FWA DEPLOYMENT

A clear advantage of using mmWave is the availability of underutilized contiguous spectrum at low cost. These bands allow wide component carrier bandwidths up to 400 MHz and commercial BTSs are being designed with carrier aggregation supporting up to 1.2 GHz of instantaneous bandwidth. Customer premise equipment (CPE) will support peak rates over 2 Gbps and come in several form factors: all outdoor, split-mount and all indoor desktop and dongle-type units. Mobile-handset form factors will follow.

Figure 2

Figure 2 Global 5G bands above 24 GHz.

Figure 3

Figure 3 End–to–end FWA network.

Global mmWave spectrum availability is shown in Figure 2. In the U.S., most trials are in the old block A LMDS band between 27.5 and 28.35 GHz, but the plan-of-record of carriers is to deploy nationwide in the wider 39 GHz band, which is licensed on a larger economic area basis. These candidate bands have been assigned by 3GPP and, except for 28 GHz, are being harmonized globally by the International Telecommunications Union.2

FWA describes a wireless connection between a centralized sectorized BTS and numerous fixed or nomadic users (see Figure 3). Systems are being designed to leverage existing tower sites and support a low-cost, self-install CPE build-out. Both are critical to keeping initial deployment investment low while the business case for FWA is validated. Early deployments will be mostly outdoor-to-outdoor and use professional roof-level installations that maximize range, ensure initial customer satisfaction and allow time for BTS and CPE equipment to reach the needed cost and performance targets.

Figure 4

Figure 4 FWA in a suburban environment.

Table 1

Large coverage is essential to the success of the FWA business case. To illustrate this, consider a suburban deployment with 800 homes/km2, as shown in Figure 4. For BTS inter-site distance (ISD) of 500 m, we need at least 20 sectors, each covering 35 houses from nine cell sites. Assuming 33 percent of the customers sign up for 1 Gbps service and a 5x network oversubscription ratio, an average aggregate BTS capacity of 3 Gbps/sector is needed. This capacity is achieved with a 400 MHz bandwidth, assuming an average spectral efficiency of 2 bps/Hz and four layers of spatial multiplexing. If customers pay $100 per month, the annual revenue will be $280,000/km2/year. Of course, without accounting for recurring costs, it is not clear FWA is a good business, but we can conclude that as ISD increases, the business case improves. To that end, carriers are driving equipment vendors to build BTS and CPE equipment that operate up to regulatory limits to maximize coverage and profitability.

In the U.S., the Federal Communications Commission has defined very high effective isotropic radiated power (EIRP) limits for the 28 and 39 GHz bands,3 shown in Table 1. The challenge becomes building systems that meet these targets within the cost, size, weight and power budgets expected by carriers. Selecting the proper front-end architecture and RF semiconductor technology are key to getting there.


Read the listing and extract each line that includes the word "panel".
### Available data
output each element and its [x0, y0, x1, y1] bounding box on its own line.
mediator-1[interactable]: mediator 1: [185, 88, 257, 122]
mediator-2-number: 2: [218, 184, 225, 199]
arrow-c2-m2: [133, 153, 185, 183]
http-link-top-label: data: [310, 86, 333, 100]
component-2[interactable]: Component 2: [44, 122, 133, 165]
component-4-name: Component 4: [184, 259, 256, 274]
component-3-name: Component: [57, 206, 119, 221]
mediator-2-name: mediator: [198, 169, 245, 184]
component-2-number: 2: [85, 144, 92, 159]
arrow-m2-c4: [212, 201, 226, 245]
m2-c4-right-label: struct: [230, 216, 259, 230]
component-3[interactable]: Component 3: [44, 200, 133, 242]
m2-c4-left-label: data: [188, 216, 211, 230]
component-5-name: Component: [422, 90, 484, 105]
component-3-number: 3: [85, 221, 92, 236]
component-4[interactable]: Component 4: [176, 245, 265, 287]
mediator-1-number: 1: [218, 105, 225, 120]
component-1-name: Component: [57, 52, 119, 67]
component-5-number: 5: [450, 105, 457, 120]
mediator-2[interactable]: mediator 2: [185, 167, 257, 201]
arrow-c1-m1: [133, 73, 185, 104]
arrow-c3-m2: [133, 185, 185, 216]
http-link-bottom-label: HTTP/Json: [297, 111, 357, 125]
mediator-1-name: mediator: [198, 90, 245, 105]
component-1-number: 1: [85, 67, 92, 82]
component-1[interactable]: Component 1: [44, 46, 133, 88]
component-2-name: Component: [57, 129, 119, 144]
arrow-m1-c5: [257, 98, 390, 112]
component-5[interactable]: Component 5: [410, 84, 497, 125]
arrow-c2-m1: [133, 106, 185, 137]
######
### Available data
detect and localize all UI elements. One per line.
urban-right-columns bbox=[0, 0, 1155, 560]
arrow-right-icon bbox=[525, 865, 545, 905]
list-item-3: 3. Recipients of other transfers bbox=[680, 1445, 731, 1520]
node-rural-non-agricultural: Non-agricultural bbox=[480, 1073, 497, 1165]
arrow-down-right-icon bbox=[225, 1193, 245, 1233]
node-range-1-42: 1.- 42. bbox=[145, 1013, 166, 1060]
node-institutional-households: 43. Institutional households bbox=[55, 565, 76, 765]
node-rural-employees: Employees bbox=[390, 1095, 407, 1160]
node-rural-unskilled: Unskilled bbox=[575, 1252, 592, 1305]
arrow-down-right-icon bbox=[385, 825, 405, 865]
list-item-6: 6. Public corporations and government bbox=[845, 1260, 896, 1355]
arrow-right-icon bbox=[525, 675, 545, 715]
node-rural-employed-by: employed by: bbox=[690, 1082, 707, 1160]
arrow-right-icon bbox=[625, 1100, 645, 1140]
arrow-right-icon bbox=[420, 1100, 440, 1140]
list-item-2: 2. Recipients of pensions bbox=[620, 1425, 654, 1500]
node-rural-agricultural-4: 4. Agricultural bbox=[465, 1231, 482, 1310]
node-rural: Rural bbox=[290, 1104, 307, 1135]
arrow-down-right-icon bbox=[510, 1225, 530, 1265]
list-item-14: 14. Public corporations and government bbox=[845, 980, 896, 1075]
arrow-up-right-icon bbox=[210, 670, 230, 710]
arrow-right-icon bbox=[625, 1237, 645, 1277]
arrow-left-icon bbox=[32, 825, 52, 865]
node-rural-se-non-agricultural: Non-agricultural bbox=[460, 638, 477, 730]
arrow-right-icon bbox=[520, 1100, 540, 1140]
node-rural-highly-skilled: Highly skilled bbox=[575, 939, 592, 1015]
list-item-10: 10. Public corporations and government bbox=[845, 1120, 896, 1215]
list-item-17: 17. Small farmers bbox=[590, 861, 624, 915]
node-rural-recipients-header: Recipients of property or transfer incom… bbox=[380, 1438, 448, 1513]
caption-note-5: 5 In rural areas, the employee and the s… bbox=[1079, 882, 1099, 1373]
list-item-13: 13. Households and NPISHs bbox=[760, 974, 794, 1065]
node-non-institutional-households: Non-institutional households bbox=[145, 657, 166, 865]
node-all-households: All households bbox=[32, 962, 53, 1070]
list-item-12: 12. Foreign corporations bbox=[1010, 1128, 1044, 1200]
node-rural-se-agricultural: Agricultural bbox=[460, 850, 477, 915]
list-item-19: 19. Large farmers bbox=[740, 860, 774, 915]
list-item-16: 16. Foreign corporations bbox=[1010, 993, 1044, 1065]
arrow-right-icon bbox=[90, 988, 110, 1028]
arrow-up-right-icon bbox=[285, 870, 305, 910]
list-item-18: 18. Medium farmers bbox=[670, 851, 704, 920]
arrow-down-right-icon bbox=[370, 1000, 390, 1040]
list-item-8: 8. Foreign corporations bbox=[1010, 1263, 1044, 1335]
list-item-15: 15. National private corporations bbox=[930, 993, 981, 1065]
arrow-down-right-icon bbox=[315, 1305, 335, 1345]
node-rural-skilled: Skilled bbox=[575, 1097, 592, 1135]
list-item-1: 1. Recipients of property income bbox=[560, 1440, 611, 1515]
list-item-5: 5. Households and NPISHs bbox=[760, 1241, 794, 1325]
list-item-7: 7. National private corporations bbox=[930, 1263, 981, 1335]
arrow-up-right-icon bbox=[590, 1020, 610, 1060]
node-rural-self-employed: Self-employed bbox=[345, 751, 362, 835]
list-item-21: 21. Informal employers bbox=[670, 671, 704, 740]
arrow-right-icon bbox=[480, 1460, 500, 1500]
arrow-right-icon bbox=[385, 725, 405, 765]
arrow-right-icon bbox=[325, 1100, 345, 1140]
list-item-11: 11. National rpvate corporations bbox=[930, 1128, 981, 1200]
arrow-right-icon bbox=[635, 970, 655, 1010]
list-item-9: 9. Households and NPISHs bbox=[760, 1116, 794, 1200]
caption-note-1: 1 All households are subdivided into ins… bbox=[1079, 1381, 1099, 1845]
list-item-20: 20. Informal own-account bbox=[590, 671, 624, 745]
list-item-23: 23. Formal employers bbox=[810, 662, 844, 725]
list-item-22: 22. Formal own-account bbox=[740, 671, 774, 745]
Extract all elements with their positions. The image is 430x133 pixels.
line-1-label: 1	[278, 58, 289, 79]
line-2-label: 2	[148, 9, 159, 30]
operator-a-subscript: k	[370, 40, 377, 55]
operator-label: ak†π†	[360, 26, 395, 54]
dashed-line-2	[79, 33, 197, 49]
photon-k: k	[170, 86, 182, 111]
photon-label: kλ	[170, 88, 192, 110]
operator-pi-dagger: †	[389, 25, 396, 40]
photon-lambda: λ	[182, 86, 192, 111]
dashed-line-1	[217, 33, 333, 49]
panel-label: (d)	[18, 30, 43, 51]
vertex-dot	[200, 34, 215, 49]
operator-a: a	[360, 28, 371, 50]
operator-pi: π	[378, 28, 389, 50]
######
### Available data
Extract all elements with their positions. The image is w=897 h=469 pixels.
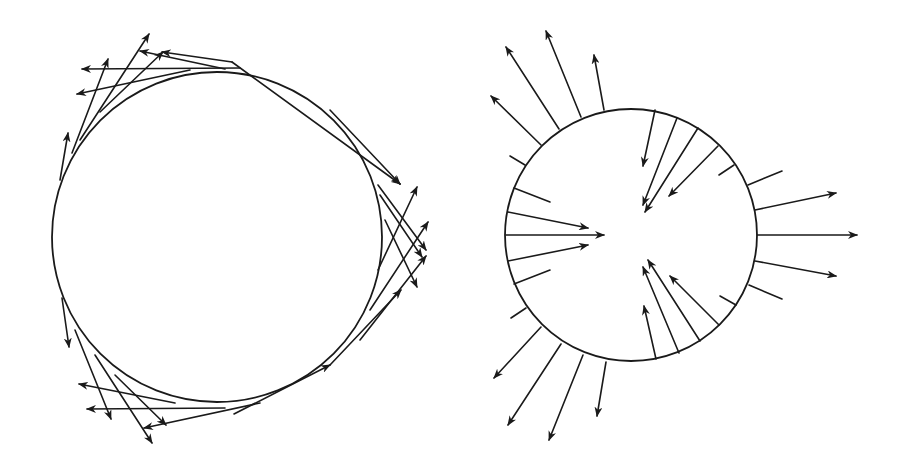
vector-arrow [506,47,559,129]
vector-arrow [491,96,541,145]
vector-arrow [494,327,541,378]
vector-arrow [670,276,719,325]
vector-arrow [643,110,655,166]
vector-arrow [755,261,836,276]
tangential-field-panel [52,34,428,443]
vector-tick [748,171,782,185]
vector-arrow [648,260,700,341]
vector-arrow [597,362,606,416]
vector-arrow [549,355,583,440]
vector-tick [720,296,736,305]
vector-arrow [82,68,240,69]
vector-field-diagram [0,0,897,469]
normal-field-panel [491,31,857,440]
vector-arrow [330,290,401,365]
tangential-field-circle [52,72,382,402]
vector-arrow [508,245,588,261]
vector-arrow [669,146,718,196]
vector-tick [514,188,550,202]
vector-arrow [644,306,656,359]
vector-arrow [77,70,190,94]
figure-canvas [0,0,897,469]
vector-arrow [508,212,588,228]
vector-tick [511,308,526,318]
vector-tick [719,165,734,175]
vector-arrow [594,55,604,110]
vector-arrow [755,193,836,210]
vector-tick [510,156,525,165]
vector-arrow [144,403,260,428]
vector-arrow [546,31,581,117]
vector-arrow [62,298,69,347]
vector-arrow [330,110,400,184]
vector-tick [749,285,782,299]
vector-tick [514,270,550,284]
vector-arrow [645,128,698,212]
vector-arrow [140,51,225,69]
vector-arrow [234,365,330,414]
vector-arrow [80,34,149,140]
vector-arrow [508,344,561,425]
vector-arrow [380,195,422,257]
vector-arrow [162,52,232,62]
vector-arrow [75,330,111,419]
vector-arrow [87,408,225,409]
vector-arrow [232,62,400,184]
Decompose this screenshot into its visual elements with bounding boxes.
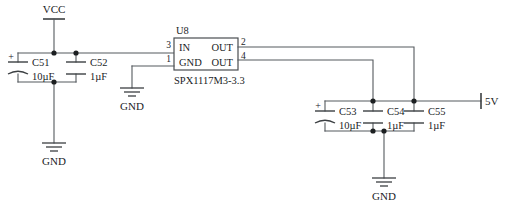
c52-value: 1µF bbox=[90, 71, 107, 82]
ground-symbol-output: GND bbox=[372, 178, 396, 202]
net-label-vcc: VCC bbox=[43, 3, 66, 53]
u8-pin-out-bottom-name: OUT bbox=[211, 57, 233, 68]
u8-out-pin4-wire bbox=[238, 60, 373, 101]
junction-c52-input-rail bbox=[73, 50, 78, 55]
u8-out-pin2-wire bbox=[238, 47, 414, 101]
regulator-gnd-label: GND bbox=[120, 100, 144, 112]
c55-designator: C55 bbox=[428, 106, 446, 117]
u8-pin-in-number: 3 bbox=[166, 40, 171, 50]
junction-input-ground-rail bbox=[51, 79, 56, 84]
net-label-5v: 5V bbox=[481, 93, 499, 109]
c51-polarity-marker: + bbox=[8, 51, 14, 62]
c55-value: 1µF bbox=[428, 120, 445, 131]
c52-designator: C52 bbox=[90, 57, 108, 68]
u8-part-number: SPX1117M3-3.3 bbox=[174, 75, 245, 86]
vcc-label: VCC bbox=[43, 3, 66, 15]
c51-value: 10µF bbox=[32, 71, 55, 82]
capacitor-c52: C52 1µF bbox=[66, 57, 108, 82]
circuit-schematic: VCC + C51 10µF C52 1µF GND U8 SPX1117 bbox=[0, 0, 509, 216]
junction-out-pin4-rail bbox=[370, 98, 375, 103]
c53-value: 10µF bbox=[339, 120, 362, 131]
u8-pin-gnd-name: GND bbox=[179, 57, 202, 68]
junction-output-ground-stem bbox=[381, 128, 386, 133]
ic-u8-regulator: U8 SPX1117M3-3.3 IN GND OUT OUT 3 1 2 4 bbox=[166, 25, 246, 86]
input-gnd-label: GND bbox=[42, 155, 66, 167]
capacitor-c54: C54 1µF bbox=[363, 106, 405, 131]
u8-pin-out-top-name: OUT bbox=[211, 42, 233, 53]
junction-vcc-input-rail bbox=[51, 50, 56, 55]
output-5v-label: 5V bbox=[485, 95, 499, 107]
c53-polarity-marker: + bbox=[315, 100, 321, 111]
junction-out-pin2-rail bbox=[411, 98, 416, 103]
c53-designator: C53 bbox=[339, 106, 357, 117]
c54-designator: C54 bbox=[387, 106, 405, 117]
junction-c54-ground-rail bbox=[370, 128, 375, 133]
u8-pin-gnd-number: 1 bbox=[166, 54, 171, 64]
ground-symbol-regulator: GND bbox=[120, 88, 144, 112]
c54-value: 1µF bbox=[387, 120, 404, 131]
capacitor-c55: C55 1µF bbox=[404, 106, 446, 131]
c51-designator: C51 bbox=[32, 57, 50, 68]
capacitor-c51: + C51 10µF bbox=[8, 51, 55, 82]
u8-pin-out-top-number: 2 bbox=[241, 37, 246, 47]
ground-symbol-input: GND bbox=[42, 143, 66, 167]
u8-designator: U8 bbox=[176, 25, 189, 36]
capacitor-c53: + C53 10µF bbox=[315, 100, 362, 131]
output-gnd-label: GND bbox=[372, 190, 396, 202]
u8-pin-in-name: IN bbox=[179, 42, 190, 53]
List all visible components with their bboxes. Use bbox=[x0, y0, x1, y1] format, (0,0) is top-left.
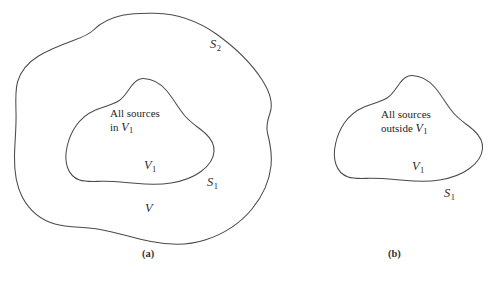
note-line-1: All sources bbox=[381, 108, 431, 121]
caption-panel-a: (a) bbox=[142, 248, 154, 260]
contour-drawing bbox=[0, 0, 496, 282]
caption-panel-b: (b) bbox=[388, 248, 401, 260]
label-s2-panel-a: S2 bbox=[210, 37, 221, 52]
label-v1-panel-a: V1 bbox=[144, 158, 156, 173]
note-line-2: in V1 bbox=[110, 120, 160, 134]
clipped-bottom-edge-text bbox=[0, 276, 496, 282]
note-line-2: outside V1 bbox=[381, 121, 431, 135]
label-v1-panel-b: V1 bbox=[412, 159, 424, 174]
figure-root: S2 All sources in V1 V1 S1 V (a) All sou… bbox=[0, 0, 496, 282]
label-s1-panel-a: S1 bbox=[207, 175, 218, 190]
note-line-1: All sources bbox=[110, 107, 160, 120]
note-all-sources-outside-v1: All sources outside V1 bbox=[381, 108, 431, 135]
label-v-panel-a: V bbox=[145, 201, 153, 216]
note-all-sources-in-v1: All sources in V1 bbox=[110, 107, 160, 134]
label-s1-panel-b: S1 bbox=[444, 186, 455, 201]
######
▶ **Exercise answer**
panel-label: (d)	[18, 30, 43, 51]
tangential-field-panel [52,34,428,443]
normal-field-panel [491,31,857,440]
caption-panel-a: (a) bbox=[142, 248, 154, 260]
caption-panel-b: (b) bbox=[388, 248, 401, 260]
label-s2-panel-a: S2 bbox=[210, 37, 221, 52]
label-v1-panel-a: V1 bbox=[144, 158, 156, 173]
label-v1-panel-b: V1 bbox=[412, 159, 424, 174]
label-s1-panel-a: S1 bbox=[207, 175, 218, 190]
label-v-panel-a: V bbox=[145, 201, 153, 216]
label-s1-panel-b: S1 bbox=[444, 186, 455, 201]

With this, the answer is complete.